The 162 was one of Höfner’s first solidbody guitars; introduced in 1956 with the single-pickup 160, it had rotary Volume and Tone controls on four potentiometers instead of the two Höfner introduced in late 1958 with the more-common “control console.” Russell said this version was also supplied to the Selmer London Company, which distributed Höfners throughout the U.K. and the Commonwealth. The Selmer model name for the 160/162 was “Colorama,” and all were given serial numbers, unlike the European-market guitars.

“Simon’s guitar demonstrates Walter Höfner’s determination to use the timber-based fittings made by his own craftsman,” Russell said. “This avoided the need to purchase metal and plastic fittings from other outside companies – hence the rosewood pickup cases, rosewood bridge, and wooden scratch plate.

“The guitar is in exceptional condition,” he added. “It looks like it did when it left the company’s Bubenreuth (Germany) workshops in 1958.”

Routs for the controls, pickups, bridge, and wiring all exhibit signs of a hand-made guitar.

Though Adahl was anxious to gig with the 162, that proved easier said than done.

“It didn’t have the usual input jack,” he noted. “From 1956 into ’58, they used a small diode plug instead, and it was missing. Also, it was impossible to install a regular 1/4″ jack because the body is so thin.”

He enlisted the help of Robert Sahrling, at Ares Guitar.

“After he removed the pickguard, he phoned me, laughing,” Adahl recalled. “He asked, ‘What is this, home carpentry?’”

The 1960 version of the 162 in the Norbert Schnepel/Helmuth Lemme book Elektro-Gitarren: Made in Germany. Note the changed headstock shape and control console. Simon Adahl’s second-generation Höfner Colorama II.

“I’ve been in business since 1987 and have worked on many Höfners through the years, but none like this,” Sahrling said. “When Simon walked in with the case, I thought he was about to show me an old wreck (laughs). But when I opened it, I was amazed. It looked like a prototype with cavities made by hammer and chisel. The pickup cover and pickguard were wood, and the neck was the thickest I’ve ever seen. The guitar was built to last, so it was no problem to put new strings on and bring the electronics back to life.”

The only thing that needed actual repair  was the quirky small-DIN output connector.

“Unfortunately, we couldn’t find another DIN the same size,” Sahrling noted. “So, I soldered a one-meter instrument cable from the Volume pots directly to a female 1/4″ locking jacket. It worked perfectly.”

After two weeks, Adahl walked out with the 162, bound for his favorite amp rig, an Ares TC-50 made by Sahrling.

“To my surprise, the pickups were perfect,” said Adahl. “It sounds like an old Telecaster – maybe better. It’s crisp and bright, but with a clear, solid bottom sound.

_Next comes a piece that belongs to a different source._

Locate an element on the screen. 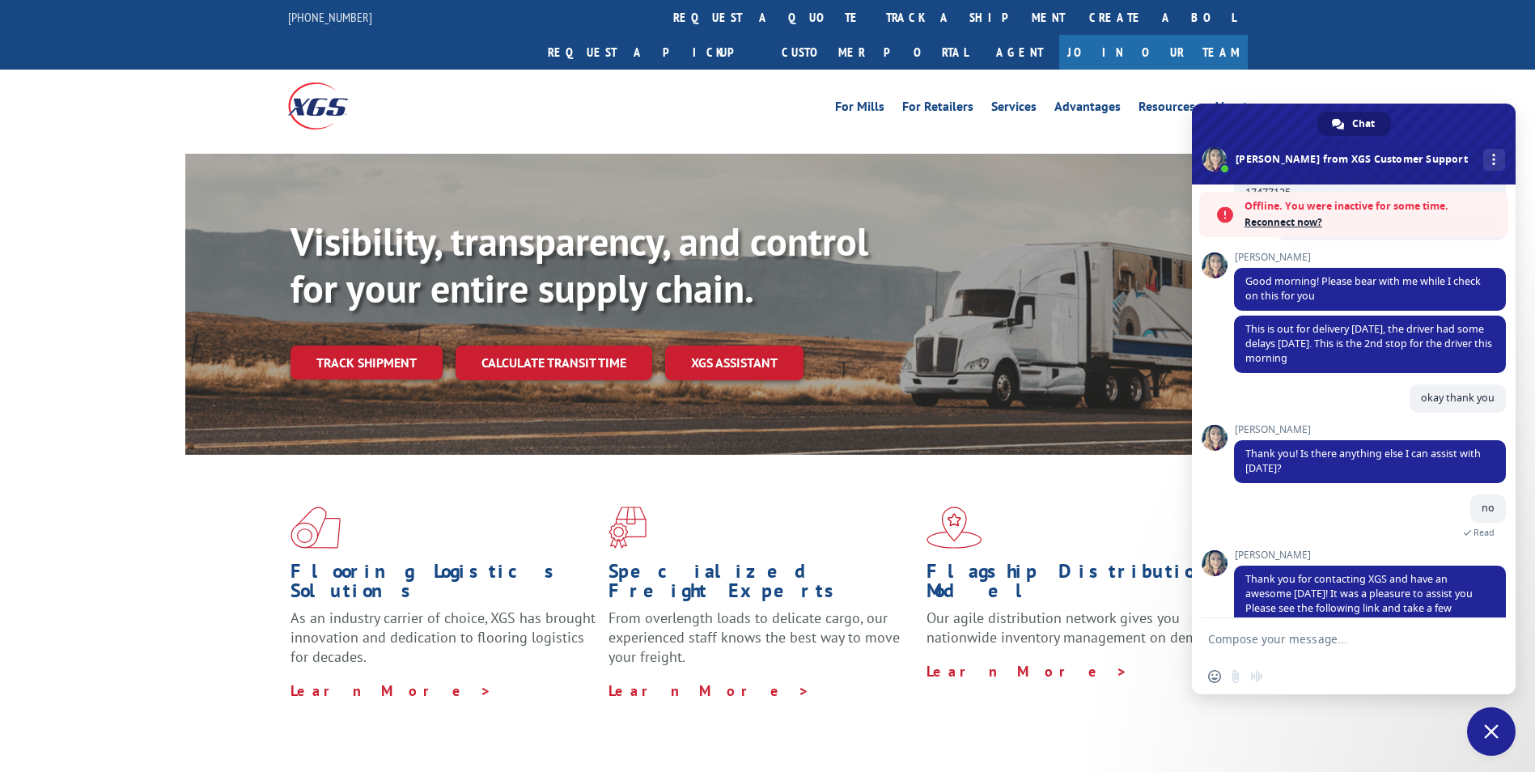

I was blown away! I figured the pickups were too old to work right or sound good, but I was totally wrong. I just love its sound. And the neck is straight even without a truss rod – I still can’t believe that. The guitar is perfect onstage and has given me no problems at all.”

And while he still loves the Custom Shop reissue Strat that had been his go-to, “Now, I only play this and my six other vintage Höfners, all solidbodies and the newest from 1964,” he added. “I really love their personal, unique sounds, and switch between them for different songs and styles. They’re much more cool!”